In December 2021, United States Surgeon General Vivek Murthy warned the public of alarming increases in the prevalence of certain mental health challenges among children, teenagers, and young adults. Now, a new analysis from UC Berkeley and UC San Francisco tracks how this crisis—which grew over the past decade and was exacerbated by the COVID-19 pandemic—trickled its way into emergency medicine departments across the United States.
A new study published today in JAMA Network Open shows that despite a pandemic-related decline in the overall number of emergency room (ER) visits during 2020 and 2021, a higher-than-normal proportion of children between the ages of 12 and 17 were seen in the ER for mental health-related care.
“People might have been afraid to seek help at the start of the pandemic,” explained lead author Sofia Villas-Boas, a professor in the Department of Agricultural & Resource Economics (ARE) at UC Berkeley, “but once it became safe to do so, we saw that children and teenagers were more willing or had a higher need to seek emergency care for mental health reasons than other groups.”

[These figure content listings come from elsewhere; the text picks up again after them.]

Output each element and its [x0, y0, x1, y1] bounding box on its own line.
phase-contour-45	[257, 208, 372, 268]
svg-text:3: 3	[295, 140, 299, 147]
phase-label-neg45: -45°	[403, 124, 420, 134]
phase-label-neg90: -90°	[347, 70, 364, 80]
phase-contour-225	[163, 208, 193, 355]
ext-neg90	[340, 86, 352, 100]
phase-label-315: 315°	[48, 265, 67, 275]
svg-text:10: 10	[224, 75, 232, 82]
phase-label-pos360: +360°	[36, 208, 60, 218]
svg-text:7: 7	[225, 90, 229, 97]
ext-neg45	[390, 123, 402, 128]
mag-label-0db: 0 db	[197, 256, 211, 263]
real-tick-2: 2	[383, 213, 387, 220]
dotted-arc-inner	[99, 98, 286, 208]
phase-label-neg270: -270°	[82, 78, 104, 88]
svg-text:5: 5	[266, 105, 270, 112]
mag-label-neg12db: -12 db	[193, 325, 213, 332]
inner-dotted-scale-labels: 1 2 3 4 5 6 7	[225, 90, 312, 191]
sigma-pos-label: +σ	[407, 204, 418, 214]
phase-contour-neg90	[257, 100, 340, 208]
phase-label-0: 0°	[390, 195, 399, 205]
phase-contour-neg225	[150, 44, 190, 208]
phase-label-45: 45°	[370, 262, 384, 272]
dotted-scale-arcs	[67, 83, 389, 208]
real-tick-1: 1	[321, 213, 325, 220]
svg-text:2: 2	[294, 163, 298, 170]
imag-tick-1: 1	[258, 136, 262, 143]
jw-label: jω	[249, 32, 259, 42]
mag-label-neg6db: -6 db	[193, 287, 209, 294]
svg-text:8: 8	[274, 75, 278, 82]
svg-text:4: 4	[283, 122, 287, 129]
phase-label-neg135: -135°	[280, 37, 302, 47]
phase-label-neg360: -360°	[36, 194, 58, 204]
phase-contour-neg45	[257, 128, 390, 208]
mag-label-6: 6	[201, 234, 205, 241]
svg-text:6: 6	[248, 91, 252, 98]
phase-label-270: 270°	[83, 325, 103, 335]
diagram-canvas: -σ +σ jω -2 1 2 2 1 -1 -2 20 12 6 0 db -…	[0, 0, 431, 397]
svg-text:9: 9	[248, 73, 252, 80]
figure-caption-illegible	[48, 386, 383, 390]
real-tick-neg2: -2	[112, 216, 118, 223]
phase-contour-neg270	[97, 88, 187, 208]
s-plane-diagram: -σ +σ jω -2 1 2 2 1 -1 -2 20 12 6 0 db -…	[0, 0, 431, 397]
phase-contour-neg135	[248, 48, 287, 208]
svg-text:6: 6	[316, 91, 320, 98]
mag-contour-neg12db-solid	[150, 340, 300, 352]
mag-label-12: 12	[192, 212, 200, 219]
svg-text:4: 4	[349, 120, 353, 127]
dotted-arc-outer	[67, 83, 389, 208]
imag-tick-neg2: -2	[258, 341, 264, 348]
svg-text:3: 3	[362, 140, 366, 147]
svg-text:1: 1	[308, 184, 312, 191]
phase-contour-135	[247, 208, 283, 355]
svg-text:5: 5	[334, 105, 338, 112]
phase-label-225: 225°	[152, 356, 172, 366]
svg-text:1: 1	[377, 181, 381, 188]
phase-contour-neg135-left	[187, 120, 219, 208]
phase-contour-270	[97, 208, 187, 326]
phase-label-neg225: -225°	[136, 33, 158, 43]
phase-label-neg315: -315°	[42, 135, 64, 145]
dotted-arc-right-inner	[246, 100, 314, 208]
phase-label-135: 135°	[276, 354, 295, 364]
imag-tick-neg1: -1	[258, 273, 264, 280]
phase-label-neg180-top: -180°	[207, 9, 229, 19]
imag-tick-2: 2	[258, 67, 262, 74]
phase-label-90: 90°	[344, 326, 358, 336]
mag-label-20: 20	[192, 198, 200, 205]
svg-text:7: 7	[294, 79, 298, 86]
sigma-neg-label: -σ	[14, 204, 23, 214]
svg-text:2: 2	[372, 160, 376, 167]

The researchers used data from the National Syndromic Surveillance Program administered by the Centers for Disease Control and Prevention to determine the number of overall and mental health-related ER visits between 2019 and 2021. Visits are reported weekly for each of the 10 U.S. Department of Health and Human Services regions and cover 71 percent of ERs across the U.S.
During 2019, an average of 9.3 percent of children reported in the dataset were attended to by ER personnel for either an acute mental health crisis or presented mental health conditions during their visit. That percentage peaked to nearly 15 percent nearly six weeks after the pandemic was first declared—a more than 50 percent increase compared to the pre-pandemic average—and remained elevated until the middle of 2021.
Co-author Renee Hsia, MD, a professor and associate chair of health services research in the Department of Emergency Medicine at UCSF, noted that in recent years, the number of children in crisis who have mental or behavioral health needs has sometimes exceeded what her emergency department is able to treat.
“This points to resource shortages in both inpatient and outpatient mental health care,” she said. “Patients may need longer-term specialized care, which sometimes requires weeks waiting for an open bed in another county."
The number of overall and mental health-related ER visits for adults over the age of 18 also dipped at the start of the pandemic. But unlike children, adults seeking mental health-related care did not return to ERs at a higher-than-normal rate. “We believe this disconnect shows an acuteness of need or maybe even a lack of mental health care alternatives for adolescent children,” Villas-Boas said.
According to Hsia, the data could offer policymakers and mental health professionals insight into allocating future resources and funding for mental health services—particularly during public health emergencies. In her view, ERs often function as a “safety net of the healthcare system” as they are required by law to treat any patient who walks through their doors.
“Because of this, our patients’ needs may be a reflection of unmet medical, social, and psychological conditions,” she said. “In the case of this study, it is possible that mental health resources were unable to keep up with the well-documented increase in adolescent mental health crises during the pandemic, and patients sought help in the emergency room as a last resort.”
Additional co-authors include Justin White, professor of health economics at UCSF, and Scott Kaplan (PhD ’21 ARE), a professor of economics at the United States Naval Academy.